This is technically a good move by them, although I'm sure the media will unfairly tie it in with the previous catastrophies. A security fault elsewhere has been detected and stopped. That's like Amazon publishing that they found a load of people's credit cards had been cloned, had stopped orders, will honour wrong purchases, and have notified the affected parties. Public disclosure lets everyone know the extent of the problem and that fraud is ongoing, and hopefully enough public security breaches will motivate people to actually get some proper security. The same password and email for everything is almost akin to everyone keeping a front-door key under the doormat.I'm pretty through with Sony at this stage, but maybe they really are deserving of some credit...
UAC has too many false positives.
UAC generated noise through 'false positives'. So much of it's noise was unwarranted that people learnt to ignore it. As long as security alerts are only kosher it should help highlight the fact. If they become so commonplace that people become complacent, I say they deserve their accounts to get hacked!Or create enough noise that nobody cares and you lose the impact of the severity of the situation. Like Vista's constant UAC prompts that people just blindly clicked through eventually. So, there's a downside to so much transparency too.
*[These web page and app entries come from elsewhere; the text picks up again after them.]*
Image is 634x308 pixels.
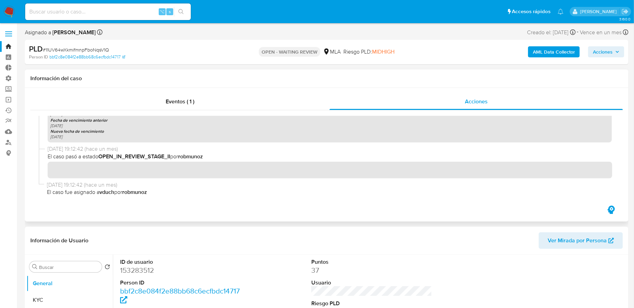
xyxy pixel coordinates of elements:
div: MLA [323,48,341,56]
input: Buscar [39,264,99,270]
p: fabricio.bottalo@mercadolibre.com [580,8,619,15]
h1: Información del caso [30,75,623,82]
dt: Riesgo PLD [311,299,432,307]
span: ⌥ [159,8,165,15]
p: OPEN - WAITING REVIEW [259,47,320,57]
a: bbf2c8e084f2e88bb68c6ecfbdc14717 [49,54,125,60]
span: # 11UV64wXkmifmnpFboNqsV1Q [43,46,109,53]
span: Riesgo PLD: [343,48,395,56]
button: Volver al orden por defecto [105,264,110,271]
span: Acciones [593,46,613,57]
dd: 37 [311,265,432,275]
button: Buscar [32,264,38,269]
dd: 153283512 [120,265,241,275]
dt: Usuario [311,279,432,286]
span: Eventos ( 1 ) [166,97,194,105]
span: Asignado a [25,29,96,36]
button: General [27,275,113,291]
span: MIDHIGH [372,48,395,56]
span: - [577,28,579,37]
button: Ver Mirada por Persona [539,232,623,249]
b: AML Data Collector [533,46,575,57]
button: AML Data Collector [528,46,580,57]
dt: Puntos [311,258,432,265]
span: Ver Mirada por Persona [548,232,607,249]
div: Creado el: [DATE] [527,28,576,37]
button: search-icon [174,7,188,17]
dt: Person ID [120,279,241,286]
b: PLD [29,43,43,54]
input: Buscar usuario o caso... [25,7,191,16]
a: bbf2c8e084f2e88bb68c6ecfbdc14717 [120,285,240,305]
button: Acciones [588,46,624,57]
span: Accesos rápidos [512,8,551,15]
a: Salir [622,8,629,15]
b: [PERSON_NAME] [51,28,96,36]
b: Person ID [29,54,48,60]
span: Vence en un mes [580,29,622,36]
span: s [169,8,171,15]
a: Notificaciones [558,9,564,14]
h1: Información de Usuario [30,237,88,244]
dt: ID de usuario [120,258,241,265]
span: Acciones [465,97,488,105]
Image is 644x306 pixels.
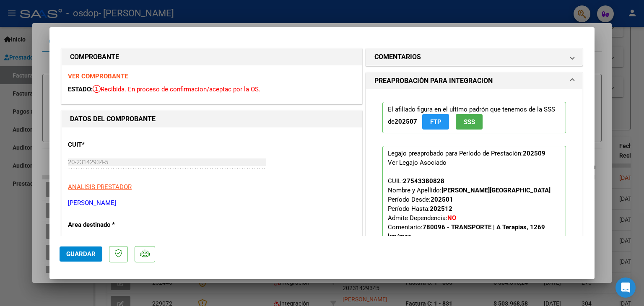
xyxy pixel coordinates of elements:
div: Ver Legajo Asociado [388,158,447,167]
strong: [PERSON_NAME][GEOGRAPHIC_DATA] [442,186,550,194]
strong: NO [448,214,456,222]
p: Legajo preaprobado para Período de Prestación: [382,146,566,266]
a: VER COMPROBANTE [68,72,128,80]
span: Recibida. En proceso de confirmacion/aceptac por la OS. [92,85,261,93]
span: ANALISIS PRESTADOR [68,183,132,191]
strong: 202501 [431,196,453,203]
h1: COMENTARIOS [375,52,421,62]
h1: PREAPROBACIÓN PARA INTEGRACION [375,76,493,86]
strong: 202509 [523,149,546,157]
strong: DATOS DEL COMPROBANTE [70,115,156,123]
mat-expansion-panel-header: COMENTARIOS [366,48,583,65]
span: SSS [464,118,475,126]
button: Guardar [59,246,102,261]
span: ESTADO: [68,85,92,93]
button: FTP [422,114,449,129]
strong: 780096 - TRANSPORTE | A Terapias, 1269 km/mes [388,223,545,240]
span: Guardar [66,250,96,258]
div: PREAPROBACIÓN PARA INTEGRACION [366,89,583,286]
button: SSS [456,114,482,129]
p: CUIT [68,140,154,149]
div: Open Intercom Messenger [616,277,636,297]
p: El afiliado figura en el ultimo padrón que tenemos de la SSS de [382,102,566,133]
span: CUIL: Nombre y Apellido: Período Desde: Período Hasta: Admite Dependencia: [388,177,550,240]
strong: 202507 [395,118,417,126]
mat-expansion-panel-header: PREAPROBACIÓN PARA INTEGRACION [366,72,583,89]
strong: 202512 [430,205,453,213]
span: Comentario: [388,223,545,240]
span: FTP [430,118,442,126]
p: Area destinado * [68,220,154,230]
div: 27543380828 [403,177,444,186]
strong: COMPROBANTE [70,53,119,61]
p: [PERSON_NAME] [68,198,356,208]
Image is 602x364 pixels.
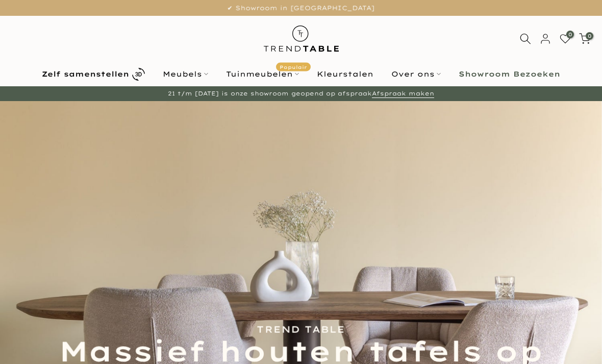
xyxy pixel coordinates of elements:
[559,33,571,44] a: 0
[579,33,590,44] a: 0
[566,30,573,38] span: 0
[154,68,217,80] a: Meubels
[13,3,589,14] p: ✔ Showroom in [GEOGRAPHIC_DATA]
[276,63,311,71] span: Populair
[585,32,593,40] span: 0
[382,68,450,80] a: Over ons
[256,16,346,61] img: trend-table
[459,70,560,77] b: Showroom Bezoeken
[42,70,129,77] b: Zelf samenstellen
[308,68,382,80] a: Kleurstalen
[217,68,308,80] a: TuinmeubelenPopulair
[33,65,154,83] a: Zelf samenstellen
[372,89,434,98] a: Afspraak maken
[450,68,569,80] a: Showroom Bezoeken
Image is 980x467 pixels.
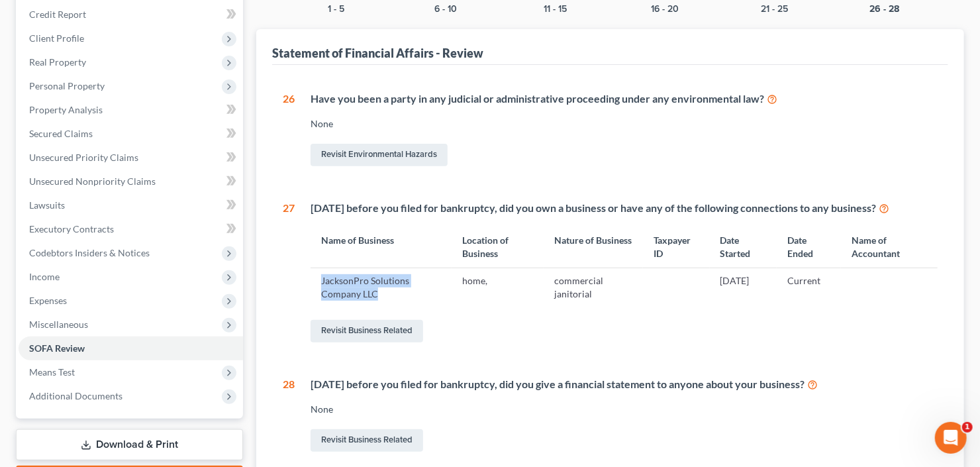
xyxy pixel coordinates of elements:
span: SOFA Review [29,343,85,353]
a: Unsecured Nonpriority Claims [18,169,243,194]
button: 21 - 25 [761,5,788,14]
span: Unsecured Nonpriority Claims [29,175,155,186]
a: Property Analysis [18,98,243,122]
span: Personal Property [29,80,105,92]
span: Income [29,271,60,282]
span: Means Test [29,366,75,377]
td: Current [776,268,841,306]
span: 1 [962,422,973,432]
div: Statement of Financial Affairs - Review [272,45,484,61]
div: 27 [283,201,295,345]
a: Secured Claims [18,122,243,145]
td: [DATE] [710,268,776,306]
span: Unsecured Priority Claims [29,152,138,163]
td: home, [452,268,544,306]
a: SOFA Review [18,336,243,360]
a: Credit Report [18,3,243,26]
span: Property Analysis [29,104,103,115]
div: 28 [283,376,295,454]
div: None [311,402,937,415]
span: Codebtors Insiders & Notices [29,247,150,258]
button: 11 - 15 [544,5,567,14]
div: 26 [283,92,295,169]
div: [DATE] before you filed for bankruptcy, did you own a business or have any of the following conne... [311,201,937,215]
th: Name of Business [311,225,452,267]
a: Lawsuits [18,194,243,217]
span: Executory Contracts [29,223,114,234]
a: Download & Print [15,429,243,460]
a: Unsecured Priority Claims [18,145,243,169]
th: Date Started [710,225,776,267]
a: Executory Contracts [18,217,243,241]
span: Expenses [29,294,67,306]
span: Additional Documents [29,390,123,401]
span: Client Profile [29,33,85,44]
div: None [311,117,937,131]
th: Nature of Business [544,225,643,267]
div: Have you been a party in any judicial or administrative proceeding under any environmental law? [311,92,937,106]
span: Credit Report [29,8,86,20]
button: 26 - 28 [869,5,899,14]
td: JacksonPro Solutions Company LLC [311,268,452,306]
iframe: Intercom live chat [935,422,967,453]
th: Taxpayer ID [643,225,709,267]
div: [DATE] before you filed for bankruptcy, did you give a financial statement to anyone about your b... [311,376,937,392]
a: Revisit Business Related [311,429,423,452]
a: Revisit Environmental Hazards [311,144,447,166]
span: Real Property [29,56,86,67]
span: Lawsuits [29,199,65,211]
th: Location of Business [452,225,544,267]
button: 16 - 20 [651,5,679,14]
button: 1 - 5 [328,5,345,14]
span: Miscellaneous [29,318,88,330]
th: Date Ended [776,225,841,267]
td: commercial janitorial [544,268,643,306]
button: 6 - 10 [435,5,457,14]
a: Revisit Business Related [311,320,423,343]
span: Secured Claims [29,128,93,139]
th: Name of Accountant [841,225,937,267]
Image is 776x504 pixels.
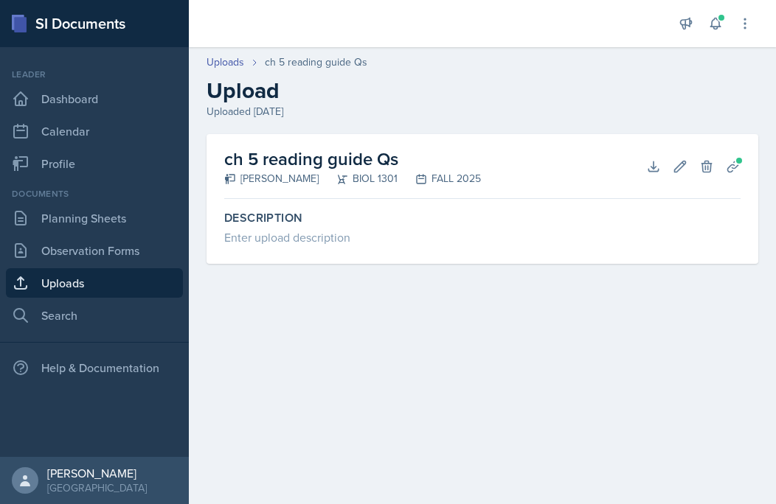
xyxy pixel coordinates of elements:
[6,236,183,266] a: Observation Forms
[6,84,183,114] a: Dashboard
[6,68,183,81] div: Leader
[224,146,481,173] h2: ch 5 reading guide Qs
[47,481,147,496] div: [GEOGRAPHIC_DATA]
[6,268,183,298] a: Uploads
[207,55,244,70] a: Uploads
[207,77,758,104] h2: Upload
[224,171,319,187] div: [PERSON_NAME]
[224,211,741,226] label: Description
[6,187,183,201] div: Documents
[47,466,147,481] div: [PERSON_NAME]
[398,171,481,187] div: FALL 2025
[6,204,183,233] a: Planning Sheets
[265,55,367,70] div: ch 5 reading guide Qs
[6,353,183,383] div: Help & Documentation
[319,171,398,187] div: BIOL 1301
[6,117,183,146] a: Calendar
[6,149,183,178] a: Profile
[207,104,758,119] div: Uploaded [DATE]
[224,229,741,246] div: Enter upload description
[6,301,183,330] a: Search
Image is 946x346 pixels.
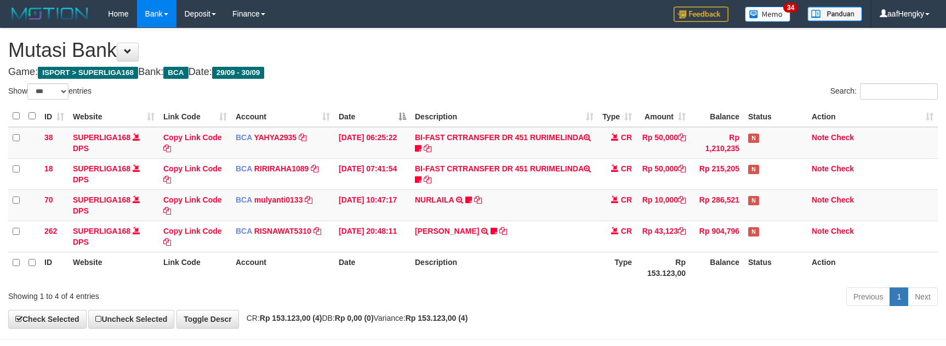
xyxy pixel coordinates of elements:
[334,106,410,127] th: Date: activate to sort column descending
[163,67,188,79] span: BCA
[598,106,636,127] th: Type: activate to sort column ascending
[690,106,744,127] th: Balance
[807,7,862,21] img: panduan.png
[745,7,791,22] img: Button%20Memo.svg
[254,227,311,236] a: RISNAWAT5310
[8,39,938,61] h1: Mutasi Bank
[231,252,334,283] th: Account
[744,252,807,283] th: Status
[621,196,632,204] span: CR
[40,252,68,283] th: ID
[334,252,410,283] th: Date
[68,252,159,283] th: Website
[8,287,386,302] div: Showing 1 to 4 of 4 entries
[812,196,829,204] a: Note
[812,133,829,142] a: Note
[678,133,686,142] a: Copy Rp 50,000 to clipboard
[231,106,334,127] th: Account: activate to sort column ascending
[236,164,252,173] span: BCA
[44,133,53,142] span: 38
[212,67,265,79] span: 29/09 - 30/09
[636,190,690,221] td: Rp 10,000
[831,196,854,204] a: Check
[673,7,728,22] img: Feedback.jpg
[260,314,322,323] strong: Rp 153.123,00 (4)
[176,310,239,329] a: Toggle Descr
[831,133,854,142] a: Check
[678,164,686,173] a: Copy Rp 50,000 to clipboard
[846,288,890,306] a: Previous
[334,158,410,190] td: [DATE] 07:41:54
[598,252,636,283] th: Type
[334,221,410,252] td: [DATE] 20:48:11
[311,164,318,173] a: Copy RIRIRAHA1089 to clipboard
[744,106,807,127] th: Status
[8,83,92,100] label: Show entries
[159,252,231,283] th: Link Code
[313,227,321,236] a: Copy RISNAWAT5310 to clipboard
[68,190,159,221] td: DPS
[621,133,632,142] span: CR
[499,227,507,236] a: Copy YOSI EFENDI to clipboard
[690,158,744,190] td: Rp 215,205
[830,83,938,100] label: Search:
[410,127,598,159] td: BI-FAST CRTRANSFER DR 451 RURIMELINDA
[44,196,53,204] span: 70
[163,227,222,247] a: Copy Link Code
[424,175,431,184] a: Copy BI-FAST CRTRANSFER DR 451 RURIMELINDA to clipboard
[410,106,598,127] th: Description: activate to sort column ascending
[807,106,938,127] th: Action: activate to sort column ascending
[38,67,138,79] span: ISPORT > SUPERLIGA168
[73,133,130,142] a: SUPERLIGA168
[410,158,598,190] td: BI-FAST CRTRANSFER DR 451 RURIMELINDA
[474,196,482,204] a: Copy NURLAILA to clipboard
[44,227,57,236] span: 262
[636,158,690,190] td: Rp 50,000
[236,227,252,236] span: BCA
[406,314,468,323] strong: Rp 153.123,00 (4)
[415,227,479,236] a: [PERSON_NAME]
[807,252,938,283] th: Action
[8,310,87,329] a: Check Selected
[748,196,759,205] span: Has Note
[8,5,92,22] img: MOTION_logo.png
[334,127,410,159] td: [DATE] 06:25:22
[163,164,222,184] a: Copy Link Code
[831,227,854,236] a: Check
[8,67,938,78] h4: Game: Bank: Date:
[88,310,174,329] a: Uncheck Selected
[236,196,252,204] span: BCA
[68,158,159,190] td: DPS
[305,196,312,204] a: Copy mulyanti0133 to clipboard
[254,196,303,204] a: mulyanti0133
[73,196,130,204] a: SUPERLIGA168
[254,164,309,173] a: RIRIRAHA1089
[812,227,829,236] a: Note
[241,314,468,323] span: CR: DB: Variance:
[73,164,130,173] a: SUPERLIGA168
[410,252,598,283] th: Description
[73,227,130,236] a: SUPERLIGA168
[907,288,938,306] a: Next
[636,127,690,159] td: Rp 50,000
[163,133,222,153] a: Copy Link Code
[636,252,690,283] th: Rp 153.123,00
[783,3,798,13] span: 34
[27,83,68,100] select: Showentries
[690,221,744,252] td: Rp 904,796
[163,196,222,215] a: Copy Link Code
[621,164,632,173] span: CR
[44,164,53,173] span: 18
[748,134,759,143] span: Has Note
[748,165,759,174] span: Has Note
[690,127,744,159] td: Rp 1,210,235
[678,227,686,236] a: Copy Rp 43,123 to clipboard
[690,252,744,283] th: Balance
[299,133,306,142] a: Copy YAHYA2935 to clipboard
[424,144,431,153] a: Copy BI-FAST CRTRANSFER DR 451 RURIMELINDA to clipboard
[68,106,159,127] th: Website: activate to sort column ascending
[415,196,454,204] a: NURLAILA
[831,164,854,173] a: Check
[335,314,374,323] strong: Rp 0,00 (0)
[254,133,296,142] a: YAHYA2935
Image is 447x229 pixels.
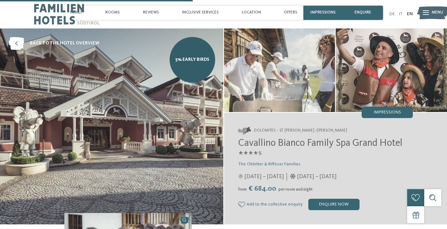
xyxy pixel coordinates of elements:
[278,187,312,192] span: per room and night
[374,110,401,115] span: Impressions
[336,28,447,112] img: The family hotel in St. Ulrich in Val Gardena/Gröden for being perfectly happy
[170,37,215,82] a: 5% Early Birds
[224,28,335,112] img: The family hotel in St. Ulrich in Val Gardena/Gröden for being perfectly happy
[290,174,296,179] i: Opening times in winter
[30,40,99,47] span: back to the hotel overview
[245,173,284,181] span: [DATE] – [DATE]
[432,10,443,16] span: Menu
[247,185,278,192] span: € 684.00
[407,12,413,16] a: EN
[246,202,302,207] span: Add to the collective enquiry
[308,199,359,210] div: enquire now
[238,162,300,166] span: The Obletter & Riffeser Families
[389,12,395,16] a: DE
[254,128,347,134] span: Dolomites – St. [PERSON_NAME] /[PERSON_NAME]
[238,174,243,179] i: Opening times in summer
[297,173,336,181] span: [DATE] – [DATE]
[9,37,99,50] a: back to the hotel overview
[238,187,247,192] span: from
[175,57,209,63] span: 5% Early Birds
[399,12,402,16] a: IT
[238,138,402,160] span: Cavallino Bianco Family Spa Grand Hotel ****ˢ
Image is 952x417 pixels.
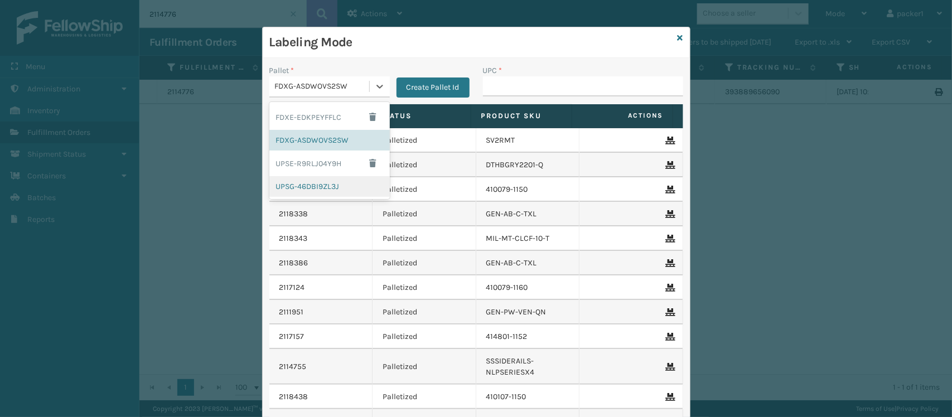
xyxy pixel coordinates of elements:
div: FDXG-ASDWOVS2SW [275,81,370,93]
i: Remove From Pallet [666,210,673,218]
i: Remove From Pallet [666,309,673,316]
td: SSSIDERAILS-NLPSERIESX4 [476,349,580,385]
td: MIL-MT-CLCF-10-T [476,227,580,251]
td: 410107-1150 [476,385,580,409]
button: Create Pallet Id [397,78,470,98]
label: UPC [483,65,503,76]
i: Remove From Pallet [666,137,673,144]
td: Palletized [373,227,476,251]
td: Palletized [373,153,476,177]
td: DTHBGRY2201-Q [476,153,580,177]
label: Status [380,111,461,121]
td: SV2RMT [476,128,580,153]
a: 2117157 [280,331,305,343]
a: 2118386 [280,258,309,269]
div: UPSE-R9RLJ04Y9H [269,151,390,176]
i: Remove From Pallet [666,259,673,267]
td: 410079-1150 [476,177,580,202]
i: Remove From Pallet [666,161,673,169]
div: FDXG-ASDWOVS2SW [269,130,390,151]
div: FDXE-EDKPEYFFLC [269,104,390,130]
i: Remove From Pallet [666,393,673,401]
a: 2118343 [280,233,308,244]
i: Remove From Pallet [666,363,673,371]
a: 2118438 [280,392,309,403]
i: Remove From Pallet [666,186,673,194]
td: Palletized [373,251,476,276]
td: 410079-1160 [476,276,580,300]
i: Remove From Pallet [666,235,673,243]
i: Remove From Pallet [666,333,673,341]
i: Remove From Pallet [666,284,673,292]
a: 2114755 [280,362,307,373]
td: 414801-1152 [476,325,580,349]
a: 2111951 [280,307,304,318]
a: 2117124 [280,282,305,293]
td: GEN-AB-C-TXL [476,251,580,276]
a: 2118338 [280,209,309,220]
td: Palletized [373,385,476,409]
td: Palletized [373,300,476,325]
div: UPSG-46DBI9ZL3J [269,176,390,197]
span: Actions [576,107,671,125]
label: Pallet [269,65,295,76]
td: Palletized [373,128,476,153]
td: Palletized [373,349,476,385]
td: GEN-PW-VEN-QN [476,300,580,325]
td: Palletized [373,325,476,349]
td: Palletized [373,276,476,300]
label: Product SKU [481,111,562,121]
td: GEN-AB-C-TXL [476,202,580,227]
td: Palletized [373,202,476,227]
td: Palletized [373,177,476,202]
h3: Labeling Mode [269,34,673,51]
UAC generated noise through 'false positives'. So much of it's noise was unwarranted that people learnt to ignore it. As long as security alerts are only kosher it should help highlight the fact. If they become so commonplace that people become complacent, I say they deserve their accounts to get hacked!
Dunno. Windows was completely open and a lot of folk developed software without ever seeing or hearing about official MS guidelines. It's all very well MS saying this software 'incompatibility' wasn't their fault, but Joe Public wasn't ever looking for software that follows official guidelines and just experienced all his favourite, trusted apps giving him grief. And there are SOOOOO many PC apps that MS couldn't really expect every one to be correctly coded. They didn't have that much control and the platform took a life of its own that their attempts to better control caused a lot of aggro.I would say that this is because crap software abusing Windows.
Dunno. Windows was completely open and a lot of folk developed software without ever seeing or hearing about official MS guidelines. It's all very well MS saying this software 'incompatibility' wasn't their fault, but Joe Public wasn't ever looking for software that follows official guidelines and just experienced all his favourite, trusted apps giving him grief. And there are SOOOOO many PC apps that MS couldn't really expect every one to be correctly coded. They didn't have that much control and the platform took a life of its own that their attempts to better control caused a lot of aggro.
It's nice of Sony to say something. I'm seeing this getting reported in a "here we go again" kind of way on a lot of blogs, but Xbox Live has been experiencing a pretty serious hacking epidemic involving lots of actual fraud, really long waits to get your account fixed and the potential to lose it for good if the hackers succeeded in changing your region, all while MS pretends there is nothing wrong.
Actually, that seems a bit unfair, at least just going from Sony's own words in the above posted quote, as it appears they weren't completely caught with their pants down this time.
I'm pretty through with Sony at this stage, but maybe they really are deserving of some credit...
I don't have the answer, so thankfully can't carry on this OT. Actually, basically, the answer is the same in every such situation - design things right in the first place! Because legacy systems cause way too many problems, and anything that goes public as an open system will take on a life of its own.This it OT, but what should MS had done? Keep everyone running as root/admin?
Source?
The hack attempt on my Xbox Live account...
Woah! What info did the hackers who got into your account manage to take?
Woah! What info did the hackers who got into your account manage to take?